Since he got his iPad last summer, Steve Nagle has gotten used to downloading the latest must-reads from Amazon.com. But last week, he made a switch. Instead of going to his old standby site, Nagle downloaded "Freedom," the new Jonathan Franzen novel, from www.bookshelfwinona.com, owned by the Book Shelf, a small, brick-fronted bookstore in his hometown of Winona, Minn.
Nagle was able to shop locally for his e-book because of a new partnership between Google and the American Booksellers Association (ABA), a trade group for independent booksellers. As of Dec. 6, ABA-member bookshops can sell Google e-books from their own websites and claim a piece of the retail pie normally reserved for the big boys of e-book selling: Amazon, Barnes & Noble and Apple.
Before the agreement, indie booksellers were able to offer e-book downloads only from Ingram Digital, a limited, 250,000-book catalog. In addition to having a fraction of Google's offerings, the catalog was in a format that some e-book readers found unwieldy, said Chris Livingston, owner of the Book Shelf.
"Honestly, before this, I was embarrassed to direct people to our site for e-book buying," Livingston said.
Now, ABA members have access to a Google catalog that includes millions of titles from more than 4,000 publishers. Plus, all of the titles are sold under an "agency" pricing model, which means that the price is the same if you buy the book through an independent or from Google's own e-bookstore.
And, because bookstores can earn between 40 and 46 percent of the total e-book price, the deal could be a boon for independents, said Jim Malody, webmaster at the Red Balloon Bookshop in St. Paul.
But there are some drawbacks.
Getting the word out has been an issue, said Leslie Hakala, the owner of the Best of Times Bookstore in Red Wing, Minn. Hakala put an ad in the Red Wing Republican Eagle boasting about the service, but she hasn't registered a single e-book sale -- other than from herself. Some bookstore owners have tried posting the new deal on Facebook or putting signs up in their stores.
And technical difficulties have kept some independent bookstores from signing on. Micawber's Bookstore in St. Paul and Magers & Quinn Booksellers in Uptown Minneapolis are ABA-member bookstores, but they don't use the ABA's e-commerce Web system. That effectively cuts them out of the Google eBooks program, at least for now.
Even independents that have signed on are treading cautiously.
"I love that we're selling e-books, but please don't ask me anything about e-readers," said Charlie Leonard, owner of the Bookcase of Wayzata. "I don't have one, and I really don't have a clue how it works."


*WORK ITEM:* Leaving nothing out, set down all the data exactly.
☆ ☆ ☆ ☆ ☆ ☆ ☆
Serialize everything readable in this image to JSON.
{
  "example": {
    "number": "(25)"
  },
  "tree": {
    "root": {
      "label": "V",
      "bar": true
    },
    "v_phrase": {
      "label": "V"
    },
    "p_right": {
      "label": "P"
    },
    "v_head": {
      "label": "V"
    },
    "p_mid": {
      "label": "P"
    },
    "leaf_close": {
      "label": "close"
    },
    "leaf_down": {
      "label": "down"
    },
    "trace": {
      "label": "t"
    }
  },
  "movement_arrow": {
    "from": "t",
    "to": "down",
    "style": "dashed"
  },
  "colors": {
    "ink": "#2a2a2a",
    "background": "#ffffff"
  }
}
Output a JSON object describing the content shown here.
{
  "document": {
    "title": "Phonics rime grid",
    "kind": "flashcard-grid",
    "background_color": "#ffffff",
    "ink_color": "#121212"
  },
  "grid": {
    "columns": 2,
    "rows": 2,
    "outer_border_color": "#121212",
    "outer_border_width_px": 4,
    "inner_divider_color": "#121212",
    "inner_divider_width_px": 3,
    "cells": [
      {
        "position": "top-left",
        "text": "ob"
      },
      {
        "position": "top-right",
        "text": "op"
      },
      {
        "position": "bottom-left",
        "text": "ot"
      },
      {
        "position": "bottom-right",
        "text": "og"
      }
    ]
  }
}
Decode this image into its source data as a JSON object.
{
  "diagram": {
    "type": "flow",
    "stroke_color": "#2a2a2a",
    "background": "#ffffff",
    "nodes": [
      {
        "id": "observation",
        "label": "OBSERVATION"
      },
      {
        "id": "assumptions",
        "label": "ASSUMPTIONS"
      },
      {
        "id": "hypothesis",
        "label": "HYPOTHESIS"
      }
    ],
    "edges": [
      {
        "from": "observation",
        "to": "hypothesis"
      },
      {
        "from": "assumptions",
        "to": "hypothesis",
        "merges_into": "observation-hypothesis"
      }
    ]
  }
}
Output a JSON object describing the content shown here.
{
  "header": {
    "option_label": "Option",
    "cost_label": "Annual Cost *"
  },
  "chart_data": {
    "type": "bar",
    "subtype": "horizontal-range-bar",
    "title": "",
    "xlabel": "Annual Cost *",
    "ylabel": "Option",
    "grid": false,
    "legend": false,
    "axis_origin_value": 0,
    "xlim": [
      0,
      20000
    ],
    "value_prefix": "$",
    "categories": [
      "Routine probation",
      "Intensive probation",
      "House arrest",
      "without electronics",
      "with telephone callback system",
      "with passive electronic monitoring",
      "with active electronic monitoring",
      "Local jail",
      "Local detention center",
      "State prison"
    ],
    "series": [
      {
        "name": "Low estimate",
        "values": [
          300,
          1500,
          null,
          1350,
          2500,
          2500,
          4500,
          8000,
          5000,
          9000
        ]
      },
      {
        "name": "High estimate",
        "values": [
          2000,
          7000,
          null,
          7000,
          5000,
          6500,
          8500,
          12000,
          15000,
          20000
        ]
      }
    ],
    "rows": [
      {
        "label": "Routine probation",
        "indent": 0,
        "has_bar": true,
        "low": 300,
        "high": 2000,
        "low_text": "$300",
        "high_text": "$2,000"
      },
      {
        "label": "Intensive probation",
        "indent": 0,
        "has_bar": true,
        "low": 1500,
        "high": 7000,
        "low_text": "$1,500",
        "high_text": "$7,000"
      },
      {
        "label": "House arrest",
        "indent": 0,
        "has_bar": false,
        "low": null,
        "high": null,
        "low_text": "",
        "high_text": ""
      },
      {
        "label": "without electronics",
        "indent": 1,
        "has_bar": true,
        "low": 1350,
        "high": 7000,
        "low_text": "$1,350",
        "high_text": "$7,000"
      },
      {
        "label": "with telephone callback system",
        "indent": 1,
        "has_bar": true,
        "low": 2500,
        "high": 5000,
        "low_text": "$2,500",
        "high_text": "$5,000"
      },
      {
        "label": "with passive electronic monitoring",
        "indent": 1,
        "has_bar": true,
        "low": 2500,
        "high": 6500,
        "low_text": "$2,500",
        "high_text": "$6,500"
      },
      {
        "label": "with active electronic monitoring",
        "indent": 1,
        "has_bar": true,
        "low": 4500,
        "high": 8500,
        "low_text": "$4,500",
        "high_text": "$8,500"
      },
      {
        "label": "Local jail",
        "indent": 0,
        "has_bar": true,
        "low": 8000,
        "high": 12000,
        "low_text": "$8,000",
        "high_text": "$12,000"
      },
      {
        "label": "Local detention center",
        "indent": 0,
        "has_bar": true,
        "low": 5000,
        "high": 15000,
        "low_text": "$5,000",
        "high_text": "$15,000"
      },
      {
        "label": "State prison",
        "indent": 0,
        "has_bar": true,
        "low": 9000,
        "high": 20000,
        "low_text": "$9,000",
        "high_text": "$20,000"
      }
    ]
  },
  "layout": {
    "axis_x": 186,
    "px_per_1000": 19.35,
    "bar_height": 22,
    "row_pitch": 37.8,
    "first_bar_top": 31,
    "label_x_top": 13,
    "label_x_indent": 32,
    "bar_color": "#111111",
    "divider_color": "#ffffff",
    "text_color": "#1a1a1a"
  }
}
☆ ☆ ☆ ☆ ☆ ☆ ☆
*FINAL ANSWER:*
Serialize everything readable in this image to JSON.
{
  "example": {
    "number": "(25)"
  },
  "tree": {
    "root": {
      "label": "V",
      "bar": true
    },
    "v_phrase": {
      "label": "V"
    },
    "p_right": {
      "label": "P"
    },
    "v_head": {
      "label": "V"
    },
    "p_mid": {
      "label": "P"
    },
    "leaf_close": {
      "label": "close"
    },
    "leaf_down": {
      "label": "down"
    },
    "trace": {
      "label": "t"
    }
  },
  "movement_arrow": {
    "from": "t",
    "to": "down",
    "style": "dashed"
  },
  "colors": {
    "ink": "#2a2a2a",
    "background": "#ffffff"
  }
}
Output a JSON object describing the content shown here.
{
  "document": {
    "title": "Phonics rime grid",
    "kind": "flashcard-grid",
    "background_color": "#ffffff",
    "ink_color": "#121212"
  },
  "grid": {
    "columns": 2,
    "rows": 2,
    "outer_border_color": "#121212",
    "outer_border_width_px": 4,
    "inner_divider_color": "#121212",
    "inner_divider_width_px": 3,
    "cells": [
      {
        "position": "top-left",
        "text": "ob"
      },
      {
        "position": "top-right",
        "text": "op"
      },
      {
        "position": "bottom-left",
        "text": "ot"
      },
      {
        "position": "bottom-right",
        "text": "og"
      }
    ]
  }
}
Decode this image into its source data as a JSON object.
{
  "diagram": {
    "type": "flow",
    "stroke_color": "#2a2a2a",
    "background": "#ffffff",
    "nodes": [
      {
        "id": "observation",
        "label": "OBSERVATION"
      },
      {
        "id": "assumptions",
        "label": "ASSUMPTIONS"
      },
      {
        "id": "hypothesis",
        "label": "HYPOTHESIS"
      }
    ],
    "edges": [
      {
        "from": "observation",
        "to": "hypothesis"
      },
      {
        "from": "assumptions",
        "to": "hypothesis",
        "merges_into": "observation-hypothesis"
      }
    ]
  }
}
Output a JSON object describing the content shown here.
{
  "header": {
    "option_label": "Option",
    "cost_label": "Annual Cost *"
  },
  "chart_data": {
    "type": "bar",
    "subtype": "horizontal-range-bar",
    "title": "",
    "xlabel": "Annual Cost *",
    "ylabel": "Option",
    "grid": false,
    "legend": false,
    "axis_origin_value": 0,
    "xlim": [
      0,
      20000
    ],
    "value_prefix": "$",
    "categories": [
      "Routine probation",
      "Intensive probation",
      "House arrest",
      "without electronics",
      "with telephone callback system",
      "with passive electronic monitoring",
      "with active electronic monitoring",
      "Local jail",
      "Local detention center",
      "State prison"
    ],
    "series": [
      {
        "name": "Low estimate",
        "values": [
          300,
          1500,
          null,
          1350,
          2500,
          2500,
          4500,
          8000,
          5000,
          9000
        ]
      },
      {
        "name": "High estimate",
        "values": [
          2000,
          7000,
          null,
          7000,
          5000,
          6500,
          8500,
          12000,
          15000,
          20000
        ]
      }
    ],
    "rows": [
      {
        "label": "Routine probation",
        "indent": 0,
        "has_bar": true,
        "low": 300,
        "high": 2000,
        "low_text": "$300",
        "high_text": "$2,000"
      },
      {
        "label": "Intensive probation",
        "indent": 0,
        "has_bar": true,
        "low": 1500,
        "high": 7000,
        "low_text": "$1,500",
        "high_text": "$7,000"
      },
      {
        "label": "House arrest",
        "indent": 0,
        "has_bar": false,
        "low": null,
        "high": null,
        "low_text": "",
        "high_text": ""
      },
      {
        "label": "without electronics",
        "indent": 1,
        "has_bar": true,
        "low": 1350,
        "high": 7000,
        "low_text": "$1,350",
        "high_text": "$7,000"
      },
      {
        "label": "with telephone callback system",
        "indent": 1,
        "has_bar": true,
        "low": 2500,
        "high": 5000,
        "low_text": "$2,500",
        "high_text": "$5,000"
      },
      {
        "label": "with passive electronic monitoring",
        "indent": 1,
        "has_bar": true,
        "low": 2500,
        "high": 6500,
        "low_text": "$2,500",
        "high_text": "$6,500"
      },
      {
        "label": "with active electronic monitoring",
        "indent": 1,
        "has_bar": true,
        "low": 4500,
        "high": 8500,
        "low_text": "$4,500",
        "high_text": "$8,500"
      },
      {
        "label": "Local jail",
        "indent": 0,
        "has_bar": true,
        "low": 8000,
        "high": 12000,
        "low_text": "$8,000",
        "high_text": "$12,000"
      },
      {
        "label": "Local detention center",
        "indent": 0,
        "has_bar": true,
        "low": 5000,
        "high": 15000,
        "low_text": "$5,000",
        "high_text": "$15,000"
      },
      {
        "label": "State prison",
        "indent": 0,
        "has_bar": true,
        "low": 9000,
        "high": 20000,
        "low_text": "$9,000",
        "high_text": "$20,000"
      }
    ]
  },
  "layout": {
    "axis_x": 186,
    "px_per_1000": 19.35,
    "bar_height": 22,
    "row_pitch": 37.8,
    "first_bar_top": 31,
    "label_x_top": 13,
    "label_x_indent": 32,
    "bar_color": "#111111",
    "divider_color": "#ffffff",
    "text_color": "#1a1a1a"
  }
}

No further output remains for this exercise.